[Tinyos-devel] nesC concurrency semantics, volatiles, etc.
John Regehr
regehr at cs.utah.edu
Fri Aug 11 15:01:32 PDT 2006
Many embedded programmers make sure that all of their async variables are
declared as volatiles. On the other hand, basically all TinyOS programs contain
async variables that are not volatile. In many cases this is harmless: since
interrupts and tasks tend to be short, async values can only be cached in
registers for a short period of time: they must be flushed to SRAM before the
task or interrupt terminates.
However, if there is interesting synchronization with interrupts then a
non-volatile async can be a big mistake. For an obvious example see the first
question here:
http://www.nongnu.org/avr-libc/user-manual/FAQ.html
It seems like the nesC semantics for atomic want to be updated to include some
aspects of a memory barrier, where the results of an atomic section become
visible to the rest of the program immediately after the atomic section ends.
Has this issue been thought through? Currently everything seems to be left up
to the individual developer. Issues with volatile are a notorious source of
errors for programmers (and also for compiler writers!). It seems like this is
an area of embedded programming where nesC could add value instead of defaulting
to the baseline C semantics.
At the implementation level the nesC compiler could easily be changed to emit
code where all async variables are volatile. This inhibits some optimizations,
but it's probably not a big deal in practice. A more performant transformation
would permit an async to be cached for the duration of an atomic section. So if
x is an async int, the compiler output would look like this:
nesc_atomic_start();
int x_tmp = x;
... references to x replaced with x_tmp ...
x = x_tmp;
nesc_atomic_end();
Of course the flush can be omitted if x is never stored to in a given atomic
section.
The context in which that has come up is in cXprop, our static analyzer for
TinyOS programs. We currently model async variables using the semantics in the
code fragment above, in addition to making x volatile. We noticed that these
semantics are considerably stronger than those respected by the C compiler!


**Action item:**
For the records below, print the lines from the line with "Localize all elements." through the line with "output each element" exactly as written; include both end lines and exclude the rest.

**Given data:**
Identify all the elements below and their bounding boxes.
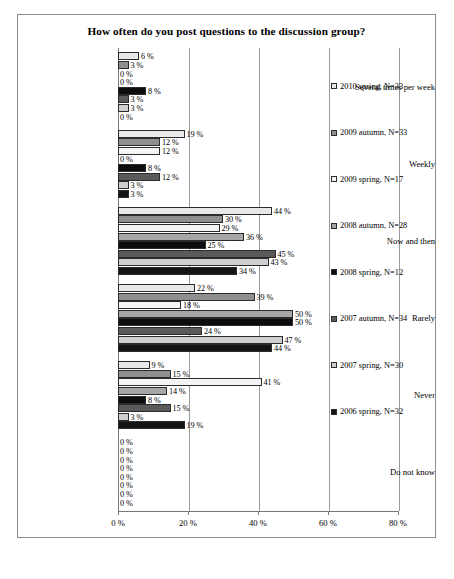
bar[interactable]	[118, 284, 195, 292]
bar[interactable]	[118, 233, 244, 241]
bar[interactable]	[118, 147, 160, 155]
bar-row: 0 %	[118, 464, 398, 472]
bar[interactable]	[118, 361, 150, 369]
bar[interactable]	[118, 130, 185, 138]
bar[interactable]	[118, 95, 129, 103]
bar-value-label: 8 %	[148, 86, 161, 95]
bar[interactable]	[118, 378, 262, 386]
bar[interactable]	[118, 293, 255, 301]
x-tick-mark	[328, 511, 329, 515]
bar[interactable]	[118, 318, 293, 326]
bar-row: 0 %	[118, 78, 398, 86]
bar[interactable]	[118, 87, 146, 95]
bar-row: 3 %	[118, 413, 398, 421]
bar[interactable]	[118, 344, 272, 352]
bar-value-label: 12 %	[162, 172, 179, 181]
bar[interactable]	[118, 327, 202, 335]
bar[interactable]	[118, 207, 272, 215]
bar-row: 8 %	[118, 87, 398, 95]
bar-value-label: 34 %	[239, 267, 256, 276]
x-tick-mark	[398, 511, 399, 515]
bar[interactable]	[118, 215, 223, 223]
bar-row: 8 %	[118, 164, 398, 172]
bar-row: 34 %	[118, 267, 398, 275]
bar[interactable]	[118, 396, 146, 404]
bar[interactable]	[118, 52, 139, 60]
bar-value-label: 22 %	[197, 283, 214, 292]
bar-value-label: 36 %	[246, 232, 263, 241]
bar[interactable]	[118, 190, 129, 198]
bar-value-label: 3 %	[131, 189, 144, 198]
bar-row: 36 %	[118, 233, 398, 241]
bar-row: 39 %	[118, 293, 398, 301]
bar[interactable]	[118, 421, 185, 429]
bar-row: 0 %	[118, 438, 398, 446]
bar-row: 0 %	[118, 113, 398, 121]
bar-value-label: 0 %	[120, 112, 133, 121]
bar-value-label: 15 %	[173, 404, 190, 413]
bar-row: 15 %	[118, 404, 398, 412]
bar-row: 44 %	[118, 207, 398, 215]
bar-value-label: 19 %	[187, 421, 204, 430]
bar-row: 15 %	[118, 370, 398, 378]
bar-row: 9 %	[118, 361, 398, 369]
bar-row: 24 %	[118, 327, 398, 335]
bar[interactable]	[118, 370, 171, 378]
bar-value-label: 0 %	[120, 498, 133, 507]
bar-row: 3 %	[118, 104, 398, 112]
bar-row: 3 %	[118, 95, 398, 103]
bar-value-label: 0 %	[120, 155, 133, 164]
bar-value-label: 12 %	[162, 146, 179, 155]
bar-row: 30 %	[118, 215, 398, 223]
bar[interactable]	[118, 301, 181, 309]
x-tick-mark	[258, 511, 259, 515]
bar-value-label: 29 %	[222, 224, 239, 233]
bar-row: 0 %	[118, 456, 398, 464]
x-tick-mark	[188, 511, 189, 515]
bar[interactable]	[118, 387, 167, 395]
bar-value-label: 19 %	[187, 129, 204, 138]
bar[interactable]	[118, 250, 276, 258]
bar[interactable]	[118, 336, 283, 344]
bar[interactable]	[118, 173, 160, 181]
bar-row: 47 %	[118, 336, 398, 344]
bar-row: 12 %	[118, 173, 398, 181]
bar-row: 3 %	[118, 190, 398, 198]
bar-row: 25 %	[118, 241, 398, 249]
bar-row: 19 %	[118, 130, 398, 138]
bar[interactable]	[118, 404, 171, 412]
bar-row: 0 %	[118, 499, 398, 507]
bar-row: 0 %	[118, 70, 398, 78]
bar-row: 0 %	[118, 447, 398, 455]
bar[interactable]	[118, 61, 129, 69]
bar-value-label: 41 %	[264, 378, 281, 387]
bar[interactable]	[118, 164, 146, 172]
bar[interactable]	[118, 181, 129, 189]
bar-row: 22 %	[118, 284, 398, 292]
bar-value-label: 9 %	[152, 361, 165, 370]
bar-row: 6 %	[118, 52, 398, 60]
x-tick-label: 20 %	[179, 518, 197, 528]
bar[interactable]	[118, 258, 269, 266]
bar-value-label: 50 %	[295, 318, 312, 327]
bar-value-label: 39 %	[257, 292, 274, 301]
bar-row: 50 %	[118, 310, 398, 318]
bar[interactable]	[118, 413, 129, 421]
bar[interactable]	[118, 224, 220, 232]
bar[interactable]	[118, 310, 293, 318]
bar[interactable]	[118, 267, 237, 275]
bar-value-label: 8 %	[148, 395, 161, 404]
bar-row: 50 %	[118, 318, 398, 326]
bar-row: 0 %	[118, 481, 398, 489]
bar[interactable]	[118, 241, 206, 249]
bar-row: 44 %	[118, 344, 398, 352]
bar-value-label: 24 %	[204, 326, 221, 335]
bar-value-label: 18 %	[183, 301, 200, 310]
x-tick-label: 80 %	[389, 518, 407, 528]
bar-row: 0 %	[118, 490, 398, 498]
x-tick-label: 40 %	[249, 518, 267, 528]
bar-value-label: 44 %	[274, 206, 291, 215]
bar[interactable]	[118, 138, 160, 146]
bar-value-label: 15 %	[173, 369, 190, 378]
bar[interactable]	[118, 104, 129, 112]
---
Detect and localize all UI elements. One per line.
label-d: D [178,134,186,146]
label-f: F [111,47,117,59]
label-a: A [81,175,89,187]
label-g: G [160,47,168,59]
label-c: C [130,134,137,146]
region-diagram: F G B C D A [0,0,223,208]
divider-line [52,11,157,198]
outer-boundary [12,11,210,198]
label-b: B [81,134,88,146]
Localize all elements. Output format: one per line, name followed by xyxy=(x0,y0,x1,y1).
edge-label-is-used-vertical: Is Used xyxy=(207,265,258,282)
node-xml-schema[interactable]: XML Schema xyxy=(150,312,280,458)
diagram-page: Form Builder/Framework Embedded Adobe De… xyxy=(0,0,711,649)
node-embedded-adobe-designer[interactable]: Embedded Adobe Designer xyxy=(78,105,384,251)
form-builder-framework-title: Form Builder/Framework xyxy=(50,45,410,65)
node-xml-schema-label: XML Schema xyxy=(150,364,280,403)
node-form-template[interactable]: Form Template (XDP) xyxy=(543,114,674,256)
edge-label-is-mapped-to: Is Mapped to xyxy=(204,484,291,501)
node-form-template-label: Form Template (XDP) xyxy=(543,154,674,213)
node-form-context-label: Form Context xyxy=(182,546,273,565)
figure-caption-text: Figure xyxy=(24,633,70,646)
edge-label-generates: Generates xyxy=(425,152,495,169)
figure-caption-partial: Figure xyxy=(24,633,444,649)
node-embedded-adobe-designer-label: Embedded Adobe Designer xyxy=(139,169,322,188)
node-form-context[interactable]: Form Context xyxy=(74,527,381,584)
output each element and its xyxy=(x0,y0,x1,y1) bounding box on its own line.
---
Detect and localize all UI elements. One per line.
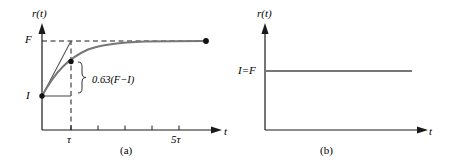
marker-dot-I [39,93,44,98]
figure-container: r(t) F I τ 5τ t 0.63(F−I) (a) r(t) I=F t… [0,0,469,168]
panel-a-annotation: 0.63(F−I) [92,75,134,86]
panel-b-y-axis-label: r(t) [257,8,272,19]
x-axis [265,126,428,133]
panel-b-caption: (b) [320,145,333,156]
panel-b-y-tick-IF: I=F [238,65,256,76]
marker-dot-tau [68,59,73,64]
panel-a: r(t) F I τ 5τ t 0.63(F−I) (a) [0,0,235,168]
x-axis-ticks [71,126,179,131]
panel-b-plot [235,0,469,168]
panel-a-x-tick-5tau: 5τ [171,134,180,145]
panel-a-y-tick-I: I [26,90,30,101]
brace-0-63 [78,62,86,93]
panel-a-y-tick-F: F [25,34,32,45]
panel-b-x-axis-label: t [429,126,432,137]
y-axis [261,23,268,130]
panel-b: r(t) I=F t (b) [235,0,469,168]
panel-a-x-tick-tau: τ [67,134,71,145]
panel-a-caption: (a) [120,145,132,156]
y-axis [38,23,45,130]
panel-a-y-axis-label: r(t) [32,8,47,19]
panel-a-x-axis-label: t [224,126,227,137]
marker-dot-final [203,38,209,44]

**Task output:**
Localize all elements. Output format: one per line, name followed by xyxy=(x0,y0,x1,y1).
edge-label-is-used-vertical: Is Used xyxy=(207,265,258,282)
node-xml-schema[interactable]: XML Schema xyxy=(150,312,280,458)
diagram-page: Form Builder/Framework Embedded Adobe De… xyxy=(0,0,711,649)
node-embedded-adobe-designer[interactable]: Embedded Adobe Designer xyxy=(78,105,384,251)
form-builder-framework-title: Form Builder/Framework xyxy=(50,45,410,65)
node-xml-schema-label: XML Schema xyxy=(150,364,280,403)
node-form-template[interactable]: Form Template (XDP) xyxy=(543,114,674,256)
edge-label-is-mapped-to: Is Mapped to xyxy=(204,484,291,501)
node-form-template-label: Form Template (XDP) xyxy=(543,154,674,213)
node-form-context-label: Form Context xyxy=(182,546,273,565)
figure-caption-text: Figure xyxy=(24,633,70,646)
edge-label-generates: Generates xyxy=(425,152,495,169)
figure-caption-partial: Figure xyxy=(24,633,444,649)
node-embedded-adobe-designer-label: Embedded Adobe Designer xyxy=(139,169,322,188)
node-form-context[interactable]: Form Context xyxy=(74,527,381,584)
output each element and its xyxy=(x0,y0,x1,y1) bounding box on its own line.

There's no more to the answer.